Review: ‘Don’t Breathe,’ starring Jane Levy and Stephen Lang

by Andrew Parker

Starring: Jane Levy, Dylan Minnette, Daniel Zovatto, Stephen Lang

Directed by Fede Alvarez

The compact, tense, and claustrophobic thriller Don’t Breathe will give horror fans in the mood for some clever scares and constantly foreboding tension something worth raving about for a bit.

A crew of three young, but semi-professional burglars (Jane Levy, Dylan Minnette, Daniel Zovatto) operating out of Detroit think they’ve found the one big score that could get them out of their downtrodden, economically impoverished lives for good. They’re tipped off that a blind Army veteran (Stephen Lang) might be sitting on $300,000 in settlement cash stemming from the death of his daughter. It seems like an easy enough heist. The blind man lives in a fortified home, but it’s the only inhabited and well maintained property in an otherwise dilapidated and abandoned neighbourhood (of which Detroit sadly has many), meaning witnesses are at a minimum. Things get out of control in a hurry, the blind man boards up the windows, and locks everything from the inside to make sure he catches all the thieves, and the homeowner has a deep, dark secret hiding in the basement.

With only his second feature, Uruguayan filmmaker Fede Alvarez gets to step out a bit more with Don’t Breathe than he did with his North American breakthrough, the divisive remake of Evil Dead from 2013. Once again re-teaming with his Evil Dead star Levy, producer Sam Raimi, and co-writer Rodo Sayagues, there’s a looseness and spontaneity to Don’t Breathe that Evil Dead lacked, and watching Alvarez swing for the fences on more or less his own terms happens to be a lot more fun. Instead of trying to craft an original spin around a story horror fans already know and love, Alvarez gets a chance to share some of his other favourite genre tropes for a streamlined spook show that knows precisely what it wants to do and how long it will take to get it done.

It’s a pretty simple stalk and slash thriller, albeit with a low body count and a maximum amount of bodily harm to the principal characters involved. Anyone who has seen the trailer for the film already knows how the plot gets kicked off, and while that’s a shame, it’s easier than trying to sell the film as a sort of forced love triangle among three characters with different reasons for wanting to leave Detroit. Levy gets to play the sympathetic one, trying to steal a better life for her little sister and save her the torment of living with their drunken mom and mom’s white supremacist boyfriend. Zovatto gets to play the loose cannon of the gang. Minnette plays the unrequited lover and probably got hired because when his character is terrified his reaction shots are near priceless. They’re terrorized by Lang (looking here like a cross between Kevin Nash and Neal McDonough), another villain with a tragic backstory that has driven him to madness. The characters and their relationship to each other won’t matter once the action starts, but it’s nice that there’s something included here.

Dont Breathe 2

Don’t Breathe subscribes at the same time to the belief that “less is more” and “more is more.” When it comes to plotting, pacing, and character, Alvarez gives viewers only the necessary basics to enjoy the terrors to follow. In terms of piling up the scares, however, Alvarez maintains a relentless pace once the heist goes south. It does build to a film that has more false finishes than a professional wrestling title match, but also to some genuinely creative set pieces, most notably a pair of scenes happening at the same time involving a guard dog in an air vent and a precarious looking skylight. Alvarez uses a lot of long takes early on to show the viewer the layout of the blind man’s house, but instead of cutting away once the mayhem begins, Alvarez continues to shoot his film as ambitiously as possible. He knows that the audience is paying attention and that if he shows them a shot of a hammer that lingers for a few seconds longer than normal that they’re going to expect it to be used. It delivers fast paced scares, but also rewards patience. Considering that much of the film’s tension comes from awkward silences, that’s a great choice.

Alvarez isn’t afraid to wear his genre influences on his sleeve, and the results are genuine and unforced. Two of the most memorable set pieces in Don’t Breathe are ripped off almost explicitly from Pitch Black and Cujo (both of which I see as stealing from the best). There’s no self-reflexive covering for it, but rather a take-it-or-leave-it sort of attitude that suits Alvarez well. Also, much like he showed with Evil Dead, he’s not a filmmaker afraid of getting a bit crazy and potentially off-putting down the stretch provided that he gives the viewer something a bit more cathartic once the terror subsides.

About the only thing that rubbed me the wrong way was a key revelation about what the blind man was keeping in the basement. Things take an unnecessarily sleazy and gross turn towards the climax for a moment, which is a shame because Alvarez was doing so fine with tension and suspense that the shock moment strikes as excessive and unnecessary. Outside of that, Don’t Breathe is a solid all around chiller custom made for teens starved for actual horror movies.

Don’t Breathe opens in theatres across North America on Friday, August 26, 2016.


# GOAL OF THE EXERCISE
What is needed is an exact copy of every entry, without the pictures.

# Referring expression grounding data
━━━
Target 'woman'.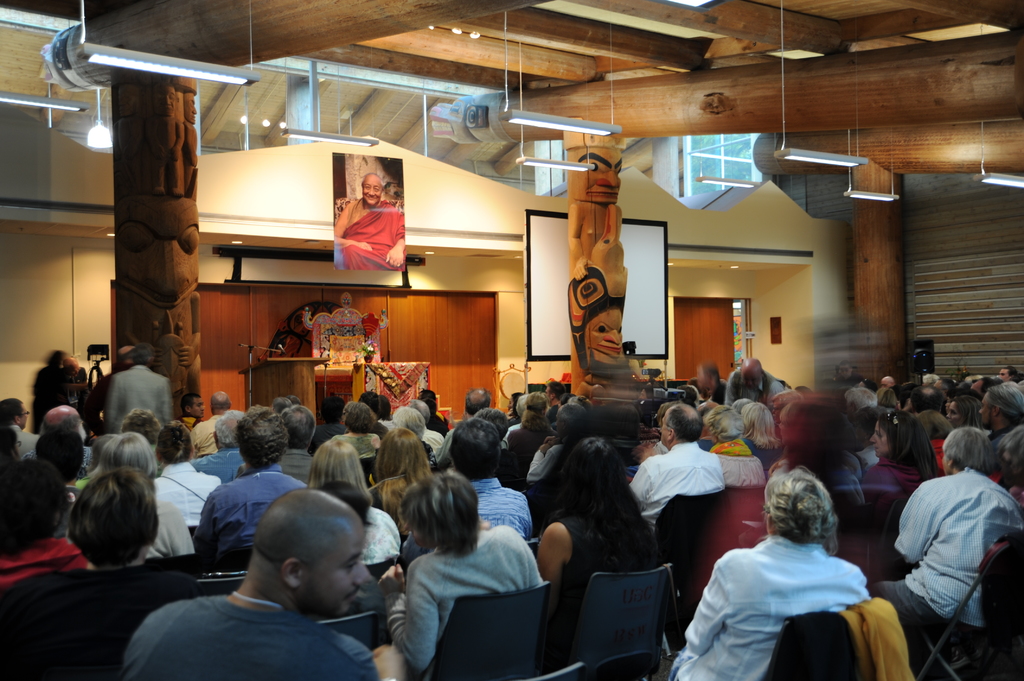
Target region: {"x1": 86, "y1": 432, "x2": 197, "y2": 562}.
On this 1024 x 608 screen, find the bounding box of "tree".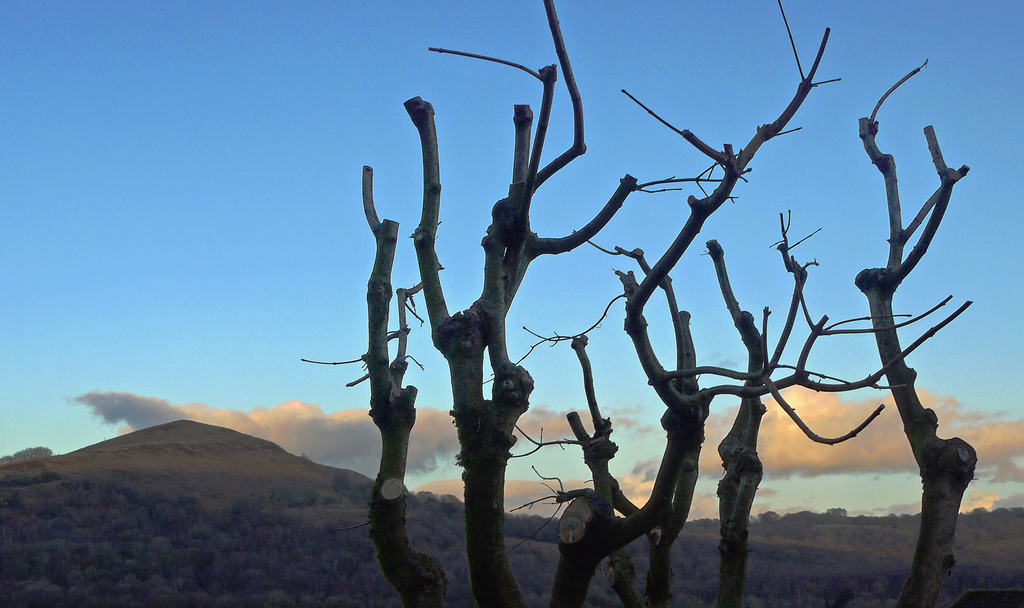
Bounding box: 298, 0, 981, 607.
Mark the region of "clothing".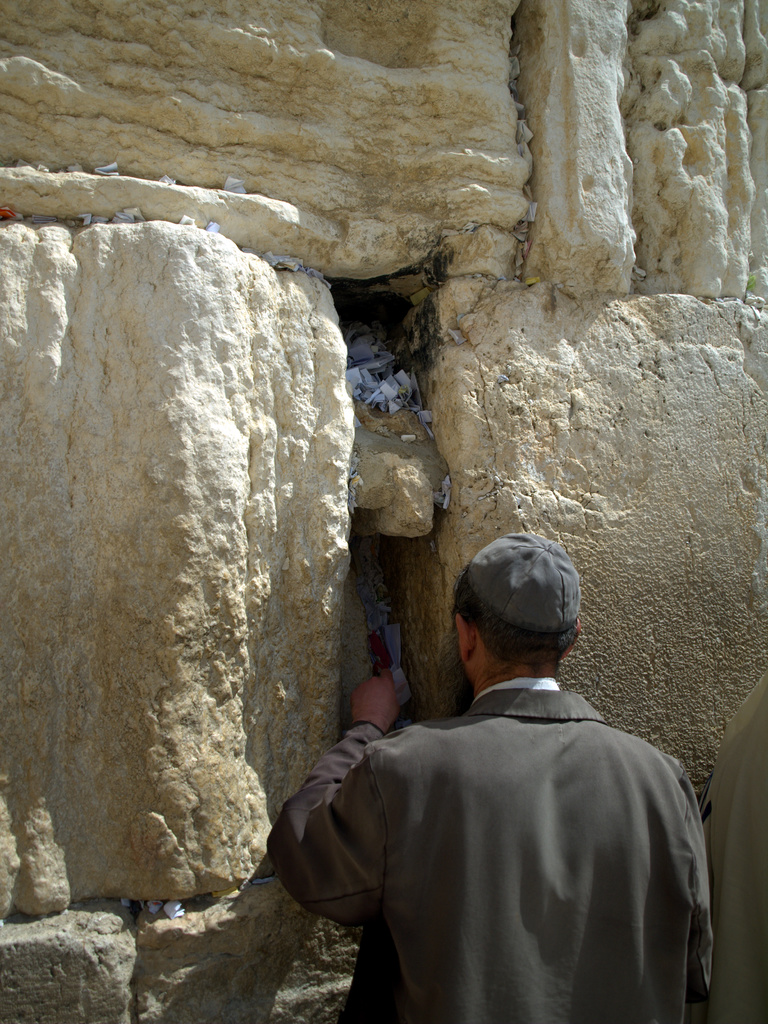
Region: 263:665:726:1023.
━━━
# ANSWER BOX
Target 'woman'.
Target region: {"x1": 86, "y1": 432, "x2": 197, "y2": 562}.
On this 1024 x 608 screen, find the bounding box of "tree".
Bounding box: 298, 0, 981, 607.
Mark the region of "clothing".
Region: 263:665:726:1023.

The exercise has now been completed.